What is your response to the findings of David Martill and David Unwin in their study, "Small Spheres in Fossil Bones: Blood Corpuscles or Diagenetic Products?"? Their claim is that they were FOSSILIZED RBC's, or actually pyrite framboids. Their research at least makes it SEEM as if these are not actually RBC's. Of course, the other hypothesis is that these are bacterial microfilms, which at some point someone has to wonder, "How did the bacteria get inside of a fossilized bone, and manage to leave RBC-like remnants inside?" Grace in Yahweh, THE Creator Jason.
Ever since the Mary H. Schweitzer's popularization of the "first" find of dino blood cells ... evo's have been at it trying to explain this thing away -- pitifully. (RBC's have been found in dino's as far back as the early 90's -- they were just in deep denial about it. Check out this article in Science in 1993!
Even Schweitzer herself had found them in '97, but nobody would listen to her then.
At first, in 2005, evo's tried to say that iron ions from the hemoglobin had catalyzed the "super polymerization" of the proteins, effectively making them into sheets of plastic-y material. They gave up on that pretty quick, since the muscle and blood had iron but the bone cells had little. Then they came up with the silly "biofilm" postulate -- oh my! A biofilm is a sorta slime that a group of bacteria will gang up together and ooze out and surround themselves with it. This protects them from fungal invaders and other damages. You could think of it as "bacterial snot." So this just happened to wind up in chunks -- yeah, sorta like boogers -- and they just happened to look like red blood cells (RBCs)? I don't think so. Each "booger" is exactly the shape of a modern reptile RBC. Each is also the exact size. Each is also -- red! And ... they are all lined up single-file going through a "tunnel" (a vein) running through one of the Haversian Canals in the bone tissue. Get -- over -- it -- evo's !!! These are RBCs in a blood vessel! And they're still there intact as complex biological molecular constructions -- after 68 mill yrs? NOT. Maybe the 4358 yrs since that t-rex drowned in Noah's Flood ... but not any longer than 100K years ... definitely not millions of years! So, as for the pyrite chunks ... much like the biofilm ... that argument is pitifully flimsy wishful thinking! Think about it. They are stuck! God bless ya Jason, I hope that this helped.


**About this exercise:** Find and copy each line of the records where the string "image" shows up.

Records excerpted from a collection:
*** Begin section ***

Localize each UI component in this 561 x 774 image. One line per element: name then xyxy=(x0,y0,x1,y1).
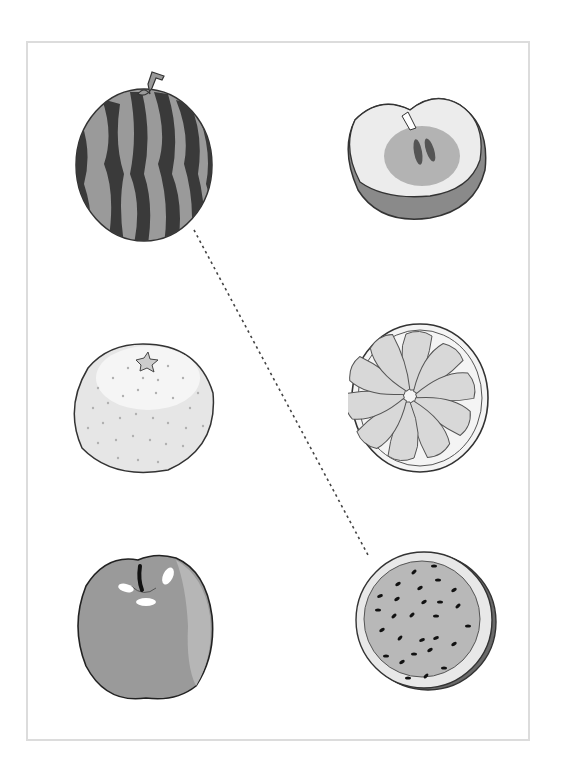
orange-whole-icon xyxy=(68,338,218,478)
orange-half-icon xyxy=(348,320,493,475)
apple-whole-icon xyxy=(76,546,216,706)
watermelon-half[interactable]: Watermelon cut in half xyxy=(352,544,502,694)
watermelon-half-icon xyxy=(352,544,502,694)
apple-half-icon xyxy=(340,90,490,230)
apple-half[interactable]: Apple cut in half xyxy=(340,90,490,230)
watermelon-whole-icon xyxy=(72,64,217,244)
orange-half[interactable]: Orange cut in half xyxy=(348,320,493,475)
orange-whole[interactable]: Whole orange xyxy=(68,338,218,478)
apple-whole[interactable]: Whole apple xyxy=(76,546,216,706)
watermelon-whole[interactable]: Whole watermelon xyxy=(72,64,217,244)
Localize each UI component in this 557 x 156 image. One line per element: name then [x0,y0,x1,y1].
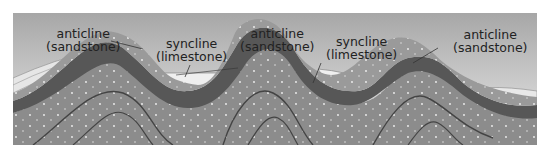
label-line: (limestone) [326,48,397,61]
label-line: (limestone) [156,50,227,63]
label-anticline-3: anticline (sandstone) [453,28,527,54]
label-syncline-1: syncline (limestone) [156,37,227,63]
label-anticline-1: anticline (sandstone) [46,27,120,53]
label-line: (sandstone) [453,41,527,54]
label-line: (sandstone) [46,40,120,53]
label-syncline-2: syncline (limestone) [326,35,397,61]
label-anticline-2: anticline (sandstone) [240,27,314,53]
cross-section-diagram: anticline (sandstone) syncline (limeston… [13,13,537,145]
label-line: (sandstone) [240,40,314,53]
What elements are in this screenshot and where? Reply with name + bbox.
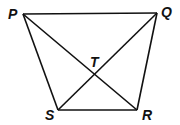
label-p: P xyxy=(8,6,18,22)
label-s: S xyxy=(45,107,55,123)
segment-pq xyxy=(23,13,157,14)
trapezoid-diagram: P Q T S R xyxy=(0,0,180,125)
diagonal-qs xyxy=(58,13,157,110)
label-q: Q xyxy=(161,4,172,20)
label-t: T xyxy=(90,54,100,70)
label-r: R xyxy=(142,107,153,123)
segment-qr xyxy=(137,13,157,110)
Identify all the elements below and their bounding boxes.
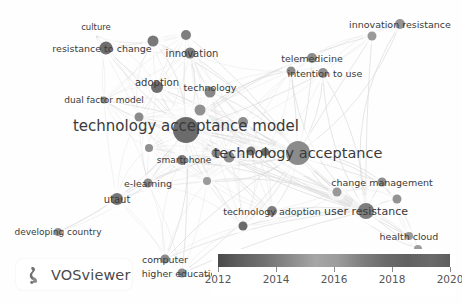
node-innovation-resistance[interactable] bbox=[395, 19, 405, 29]
node-aux7[interactable] bbox=[239, 222, 248, 231]
node-technology-acceptance-model[interactable] bbox=[173, 117, 199, 143]
edge bbox=[243, 211, 366, 226]
edge bbox=[366, 36, 372, 211]
node-aux6[interactable] bbox=[203, 177, 211, 185]
node-aux9[interactable] bbox=[393, 195, 402, 204]
legend-tick-label: 2016 bbox=[321, 273, 348, 285]
edge bbox=[323, 24, 400, 73]
node-aux12[interactable] bbox=[287, 67, 296, 76]
node-aux1[interactable] bbox=[247, 147, 256, 156]
edge bbox=[243, 71, 291, 122]
node-technology-acceptance[interactable] bbox=[286, 141, 310, 165]
edge bbox=[243, 58, 312, 122]
node-aux4[interactable] bbox=[135, 113, 144, 122]
legend-tick bbox=[450, 267, 451, 272]
color-scale-legend: 20122014201620182020 bbox=[212, 249, 456, 297]
node-developing-country[interactable] bbox=[54, 228, 62, 236]
legend-gradient-bar bbox=[218, 254, 450, 267]
node-utaut[interactable] bbox=[111, 193, 123, 205]
node-dual-factor-model[interactable] bbox=[101, 97, 108, 104]
vosviewer-network-canvas[interactable]: cultureresistance to changeinnovationado… bbox=[0, 0, 462, 304]
legend-tick-label: 2018 bbox=[379, 273, 406, 285]
edge bbox=[298, 24, 400, 153]
vosviewer-logo-icon bbox=[23, 263, 47, 287]
legend-tick-label: 2020 bbox=[437, 273, 462, 285]
node-intention-to-use[interactable] bbox=[318, 68, 328, 78]
edge bbox=[104, 100, 117, 199]
node-aux3[interactable] bbox=[195, 105, 206, 116]
edge bbox=[148, 183, 243, 226]
node-computer[interactable] bbox=[161, 255, 170, 264]
node-adoption[interactable] bbox=[151, 81, 163, 93]
legend-tick bbox=[334, 267, 335, 272]
node-node-b[interactable] bbox=[181, 30, 191, 40]
edge-layer bbox=[58, 24, 418, 273]
node-resistance-to-change[interactable] bbox=[100, 42, 113, 55]
legend-tick-label: 2012 bbox=[205, 273, 232, 285]
node-aux8[interactable] bbox=[333, 188, 342, 197]
legend-tick bbox=[392, 267, 393, 272]
node-technology[interactable] bbox=[205, 87, 216, 98]
node-smartphone[interactable] bbox=[177, 155, 187, 165]
node-aux11[interactable] bbox=[368, 32, 377, 41]
node-innovation[interactable] bbox=[185, 48, 196, 59]
node-aux0[interactable] bbox=[224, 152, 235, 163]
vosviewer-watermark: VOSviewer bbox=[16, 259, 132, 290]
node-aux5[interactable] bbox=[145, 144, 153, 152]
node-node-a[interactable] bbox=[148, 36, 159, 47]
legend-tick bbox=[276, 267, 277, 272]
legend-tick bbox=[218, 267, 219, 272]
node-aux14[interactable] bbox=[212, 149, 221, 158]
legend-tick-label: 2014 bbox=[263, 273, 290, 285]
node-user-resistance[interactable] bbox=[358, 203, 374, 219]
node-aux13[interactable] bbox=[238, 117, 248, 127]
node-technology-adoption[interactable] bbox=[267, 206, 277, 216]
node-health-cloud[interactable] bbox=[405, 232, 413, 240]
node-aux2[interactable] bbox=[261, 148, 269, 156]
node-e-learning[interactable] bbox=[144, 179, 153, 188]
vosviewer-watermark-label: VOSviewer bbox=[51, 267, 130, 283]
node-higher-education[interactable] bbox=[178, 269, 187, 278]
node-telemedicine[interactable] bbox=[307, 53, 317, 63]
node-change-management[interactable] bbox=[378, 178, 387, 187]
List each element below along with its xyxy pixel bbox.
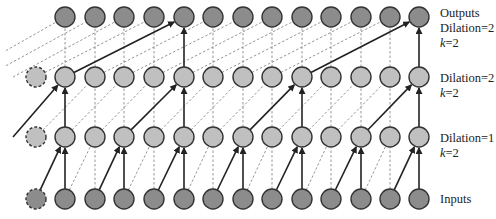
outputs-node [144,7,164,27]
inputs-node [114,189,134,209]
k-value: =2 [446,86,459,100]
outputs-label-line3: k=2 [440,36,494,51]
solid-connections [13,22,419,190]
hidden2-padding-node [26,67,46,87]
dashed-diagonal-edge [365,147,385,190]
hidden2-node [380,67,400,87]
hidden2-label-line2: k=2 [440,86,494,101]
hidden2-node [55,67,75,87]
solid-diagonal-edge [311,22,409,72]
dashed-diagonal-edge [69,147,90,190]
hidden1-node [292,127,312,147]
hidden1-label: Dilation=1 k=2 [440,131,494,161]
inputs-node [351,189,371,209]
hidden1-node [380,127,400,147]
outputs-label-line2: Dilation=2 [440,21,494,36]
solid-diagonal-edge [394,147,414,190]
inputs-node [321,189,341,209]
hidden1-node [55,127,75,147]
hidden1-node [262,127,282,147]
solid-diagonal-edge [131,85,176,130]
outputs-label: Outputs Dilation=2 k=2 [440,6,494,51]
inputs-node [85,189,105,209]
hidden2-node [292,67,312,87]
hidden2-node [85,67,105,87]
dashed-diagonal-edge [191,85,235,130]
solid-diagonal-edge [40,147,60,190]
hidden2-node [114,67,134,87]
inputs-node [203,189,223,209]
hidden1-node [85,127,105,147]
inputs-node [144,189,164,209]
inputs-label: Inputs [440,192,471,207]
dilated-convolution-diagram [0,0,496,219]
solid-diagonal-edge [217,147,238,190]
outputs-node [380,7,400,27]
hidden1-node [114,127,134,147]
hidden1-node [233,127,253,147]
inputs-padding-node [26,189,46,209]
inputs-label-line1: Inputs [440,192,471,207]
hidden2-node [321,67,341,87]
k-value: =2 [446,146,459,160]
dashed-diagonal-edge [279,85,323,130]
inputs-node [55,189,75,209]
hidden2-node [174,67,194,87]
outputs-node [85,7,105,27]
dashed-diagonal-edge [6,22,55,50]
outputs-node [114,7,134,27]
outputs-node [292,7,312,27]
dashed-diagonal-edge [102,85,146,130]
outputs-node [351,7,371,27]
hidden2-node [203,67,223,87]
dashed-diagonal-edge [72,85,116,130]
hidden1-padding-node [26,127,46,147]
hidden2-label-line1: Dilation=2 [440,71,494,86]
inputs-node [262,189,282,209]
inputs-node [174,189,194,209]
inputs-node [409,189,429,209]
dashed-diagonal-edge [247,147,267,190]
outputs-node [203,7,223,27]
hidden1-label-line1: Dilation=1 [440,131,494,146]
hidden2-node [233,67,253,87]
hidden1-node [409,127,429,147]
hidden2-label: Dilation=2 k=2 [440,71,494,101]
outputs-node [233,7,253,27]
solid-diagonal-edge [368,85,411,130]
solid-diagonal-edge [335,147,356,190]
outputs-node [409,7,429,27]
hidden1-node [321,127,341,147]
inputs-node [233,189,253,209]
hidden2-node [351,67,371,87]
solid-diagonal-edge [276,147,297,190]
inputs-node [380,189,400,209]
hidden2-node [409,67,429,87]
hidden1-node [144,127,164,147]
dashed-connections [6,22,390,190]
hidden2-node [262,67,282,87]
solid-diagonal-edge [99,147,119,190]
dashed-diagonal-edge [309,85,353,130]
outputs-node [174,7,194,27]
dashed-diagonal-edge [128,147,149,190]
hidden1-label-line2: k=2 [440,146,494,161]
hidden1-node [174,127,194,147]
dashed-diagonal-edge [306,147,326,190]
dashed-diagonal-edge [188,147,208,190]
hidden1-node [203,127,223,147]
outputs-node [55,7,75,27]
inputs-node [292,189,312,209]
dashed-diagonal-edge [161,85,205,130]
outputs-label-line1: Outputs [440,6,494,21]
outputs-node [321,7,341,27]
k-value: =2 [446,36,459,50]
hidden2-node [144,67,164,87]
solid-diagonal-edge [158,147,179,190]
solid-diagonal-edge [250,85,294,130]
outputs-node [262,7,282,27]
hidden1-node [351,127,371,147]
dashed-diagonal-edge [338,85,382,130]
dashed-diagonal-edge [133,22,233,73]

*** End section ***

**Your solution:**
Localize each UI component in this 561 x 774 image. One line per element: name then xyxy=(x0,y0,x1,y1).
Localize each UI component in this 557 x 156 image. One line per element: name then [x0,y0,x1,y1].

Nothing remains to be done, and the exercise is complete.